Implementations: Amazon DynamoDB (default), Apache Cassandra (default), DNS, Amazon S3.

Real Databases and Their Consistency Models

Database Default Model Configurable Options
PostgreSQL Strong (single-node) Streaming replication adds async/sync options
MySQL Strong (single-node) Group Replication supports multi-primary
MongoDB Strong (readConcern: majority) Causal consistency with sessions, linearizable reads
Cassandra Eventual Tunable: ONE, QUORUM, ALL, LOCAL_QUORUM
DynamoDB Eventual Strongly consistent reads (optional, 2x cost)
Google Spanner Linearizable Bounded staleness reads for lower latency
CockroachDB Serializable Follower reads for stale but fast reads
Redis Eventual (with replication) WAIT command for synchronous replication

Choosing the Right Consistency Model

Decision Guide:

Is this financial data or safety-critical?
  → YES: Strong consistency / Linearizability
  → NO: Continue...

Does the user need to see their own updates immediately?
  → YES: Read-your-writes consistency (minimum)
  → NO: Continue...

Are there causal relationships between operations?
  → YES: Causal consistency
  → NO: Continue...

Is temporary staleness acceptable?
  → YES: Eventual consistency (best performance)
  → NO: Move up the consistency spectrum

In practice, many systems use multiple consistency levels. A social media platform might use strong consistency for authentication, read-your-writes for profile updates, causal consistency for comment threads, and eventual consistency for like counts and view counters.

The Cost of Consistency

Stronger consistency is not free. Each step up the consistency spectrum adds latency and reduces availability:

  • Eventual consistency: Write to one node, respond immediately. Replication happens asynchronously. Latency: 1-5ms.
  • Read-your-writes: Need to route reads to the correct replica or check version numbers. Minor overhead.
  • Causal consistency: Need to track and propagate causal dependencies. Vector clocks or similar mechanisms add overhead.
  • Strong consistency: Must wait for a quorum of replicas to acknowledge writes. Latency depends on quorum size and network distance. Typical: 10-50ms within a region, 100-300ms across regions.
  • Linearizability: Requires total ordering of all operations. May need consensus protocols like Raft or Paxos. Highest latency.

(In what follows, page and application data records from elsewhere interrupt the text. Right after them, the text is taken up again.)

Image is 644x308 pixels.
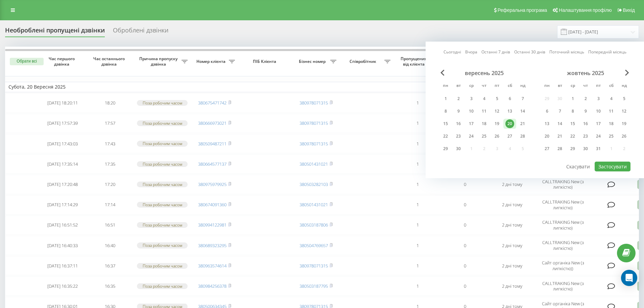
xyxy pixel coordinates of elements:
div: ср 3 вер 2025 р. [465,94,478,104]
div: Поза робочим часом [137,181,188,187]
div: 7 [555,107,564,116]
abbr: понеділок [541,81,552,91]
div: пн 29 вер 2025 р. [439,144,452,154]
div: 29 [441,144,450,154]
div: нд 14 вер 2025 р. [516,106,528,116]
div: пт 26 вер 2025 р. [491,131,503,141]
span: Налаштування профілю [559,8,611,13]
td: [DATE] 17:14:29 [39,196,86,214]
div: 19 [492,119,501,129]
td: 2 дні тому [488,196,535,214]
div: 14 [518,107,527,116]
div: 11 [607,107,616,116]
td: 16:37 [86,256,134,275]
td: [DATE] 16:51:52 [39,216,86,235]
a: Сьогодні [443,48,461,55]
div: 18 [607,119,616,129]
td: 1 [394,175,441,194]
a: 380984256378 [198,283,227,289]
span: Номер клієнта [194,59,228,64]
div: вересень 2025 [439,70,528,77]
a: 380503187806 [299,222,328,228]
a: 380509487211 [198,141,227,147]
div: сб 25 жовт 2025 р. [604,131,617,141]
a: Останні 30 днів [514,48,545,55]
span: Час першого дзвінка [44,56,81,66]
div: Поза робочим часом [137,242,188,248]
div: пн 20 жовт 2025 р. [541,131,553,141]
div: сб 11 жовт 2025 р. [604,106,617,116]
a: 380689323295 [198,242,227,248]
div: ср 1 жовт 2025 р. [566,94,578,104]
td: 0 [441,175,488,194]
div: пт 5 вер 2025 р. [491,94,503,104]
div: пт 19 вер 2025 р. [491,119,503,129]
div: 28 [555,144,564,154]
div: 2 [453,94,463,104]
td: 1 [394,196,441,214]
div: 4 [479,94,488,104]
div: 30 [453,144,463,154]
div: нд 28 вер 2025 р. [516,131,528,141]
a: 380978071315 [299,100,328,106]
a: 380503282103 [299,181,328,187]
div: пн 8 вер 2025 р. [439,106,452,116]
a: 380504769657 [299,242,328,248]
div: 20 [505,119,514,129]
a: 380666973021 [198,120,227,126]
div: 13 [505,107,514,116]
abbr: п’ятниця [491,81,502,91]
div: 14 [555,119,564,129]
a: 380978071315 [299,141,328,147]
abbr: п’ятниця [593,81,603,91]
a: Поточний місяць [549,48,584,55]
td: [DATE] 17:43:03 [39,135,86,154]
div: 26 [619,132,628,141]
td: 16:35 [86,277,134,296]
div: пн 27 жовт 2025 р. [541,144,553,154]
div: пт 31 жовт 2025 р. [591,144,604,154]
div: вт 2 вер 2025 р. [452,94,465,104]
abbr: четвер [478,81,489,91]
button: Застосувати [594,161,630,172]
td: 2 дні тому [488,256,535,275]
a: 380675471742 [198,100,227,106]
td: 1 [394,135,441,154]
div: 1 [568,94,577,104]
div: Поза робочим часом [137,283,188,289]
div: нд 19 жовт 2025 р. [617,119,630,129]
div: 27 [542,144,551,154]
div: 28 [518,132,527,141]
div: сб 18 жовт 2025 р. [604,119,617,129]
td: CALLTRAKING New (з липкістю) [535,236,590,255]
div: ср 15 жовт 2025 р. [566,119,578,129]
div: нд 7 вер 2025 р. [516,94,528,104]
div: Поза робочим часом [137,202,188,208]
abbr: вівторок [554,81,565,91]
div: пн 15 вер 2025 р. [439,119,452,129]
div: 13 [542,119,551,129]
td: 16:51 [86,216,134,235]
div: пт 10 жовт 2025 р. [591,106,604,116]
abbr: субота [606,81,616,91]
td: [DATE] 18:20:11 [39,94,86,113]
div: 9 [453,107,463,116]
span: Вихід [622,8,635,13]
a: 380975979925 [198,181,227,187]
div: нд 21 вер 2025 р. [516,119,528,129]
div: ср 24 вер 2025 р. [465,131,478,141]
div: чт 18 вер 2025 р. [478,119,491,129]
span: ПІБ Клієнта [244,59,286,64]
td: 0 [441,236,488,255]
div: 5 [492,94,501,104]
span: Previous Month [441,70,444,76]
div: 3 [594,94,603,104]
div: 21 [555,132,564,141]
div: 15 [568,119,577,129]
a: Попередній місяць [588,48,626,55]
div: чт 25 вер 2025 р. [478,131,491,141]
div: жовтень 2025 [541,70,630,77]
div: вт 21 жовт 2025 р. [553,131,566,141]
div: 23 [453,132,463,141]
abbr: неділя [619,81,628,91]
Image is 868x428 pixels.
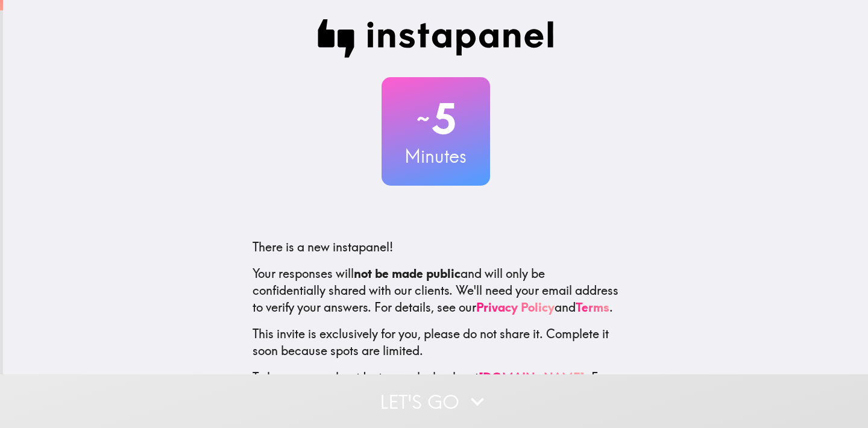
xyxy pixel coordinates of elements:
[253,240,393,254] span: There is a new instapanel!
[253,265,619,316] p: Your responses will and will only be confidentially shared with our clients. We'll need your emai...
[253,326,619,359] p: This invite is exclusively for you, please do not share it. Complete it soon because spots are li...
[476,300,555,314] a: Privacy Policy
[479,370,585,384] a: [DOMAIN_NAME]
[576,300,610,314] a: Terms
[382,94,490,144] h2: 5
[354,266,461,281] b: not be made public
[414,101,432,136] span: ~
[253,369,619,419] p: To learn more about Instapanel, check out . For questions or help, email us at .
[382,144,490,169] h3: Minutes
[318,19,554,58] img: Instapanel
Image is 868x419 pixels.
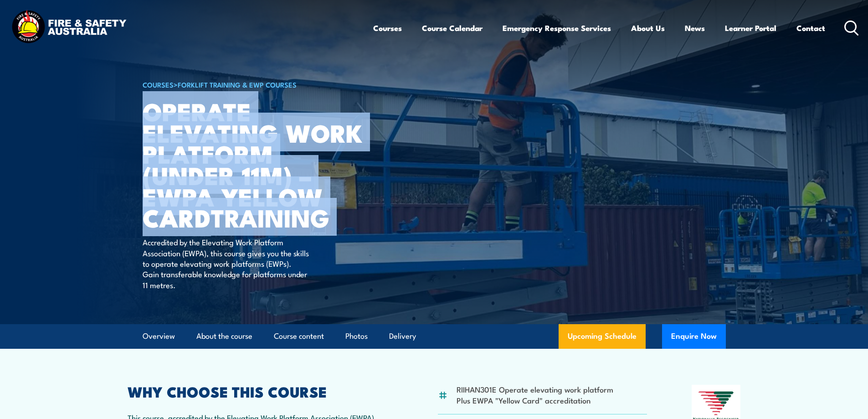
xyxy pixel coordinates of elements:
h6: > [143,79,368,90]
h1: Operate Elevating Work Platform (under 11m) – EWPA Yellow Card [143,100,368,228]
a: About Us [631,16,665,40]
a: Upcoming Schedule [559,324,646,349]
a: About the course [197,324,252,348]
a: Course content [274,324,324,348]
a: Learner Portal [725,16,776,40]
strong: TRAINING [211,198,329,235]
a: Contact [797,16,825,40]
p: Accredited by the Elevating Work Platform Association (EWPA), this course gives you the skills to... [143,237,309,290]
li: Plus EWPA "Yellow Card" accreditation [456,395,613,405]
a: Delivery [389,324,416,348]
a: Photos [345,324,368,348]
a: Course Calendar [422,16,483,40]
button: Enquire Now [662,324,726,349]
a: COURSES [143,79,174,89]
a: News [685,16,705,40]
a: Overview [143,324,175,348]
li: RIIHAN301E Operate elevating work platform [456,384,613,394]
a: Emergency Response Services [503,16,611,40]
a: Forklift Training & EWP Courses [178,79,296,89]
a: Courses [373,16,402,40]
h2: WHY CHOOSE THIS COURSE [128,385,393,397]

For detailed analysis of these performance trade-offs, see our guide on Latency vs Throughput and Trade-offs in System Design.

Frequently Asked Questions

What is the difference between strong consistency and linearizability?

Strong consistency guarantees all reads see the latest write. Linearizability adds the requirement that operations respect real-time ordering — if operation A completes before operation B starts, then B must see the effects of A. In practice, many systems that claim "strong consistency" actually provide linearizability, and the terms are often used interchangeably in industry (though not in academia).

Is eventual consistency always bad?

Not at all. Eventual consistency is the right choice for many use cases where temporary staleness is acceptable: social media feeds, analytics dashboards, search indices, recommendation engines, and CDN content. It offers the best performance and availability, and most users never notice the brief inconsistency window.

How do I implement read-your-writes in a distributed system?

The simplest approach is sticky sessions — route all reads from a user to the same node that handled their last write. A more robust approach is to include a logical timestamp with each write response and pass it to subsequent read requests. The read handler then only returns data from replicas that are at least as fresh as that timestamp.

Can I mix consistency models within the same database?

Yes, and this is common. Cassandra lets you set consistency level per query. DynamoDB lets you choose between eventually consistent and strongly consistent reads per request. MongoDB offers different read concerns per operation. This flexibility lets you optimize each query for its specific needs.

What happens when consistency guarantees are violated?

The impact depends on the application. Stale data on a social feed is mildly annoying. A stale inventory count might lead to overselling. A stale bank balance could lead to overdrafts. In safety-critical systems, consistency violations could endanger lives. Always match the consistency model to the consequences of reading stale data.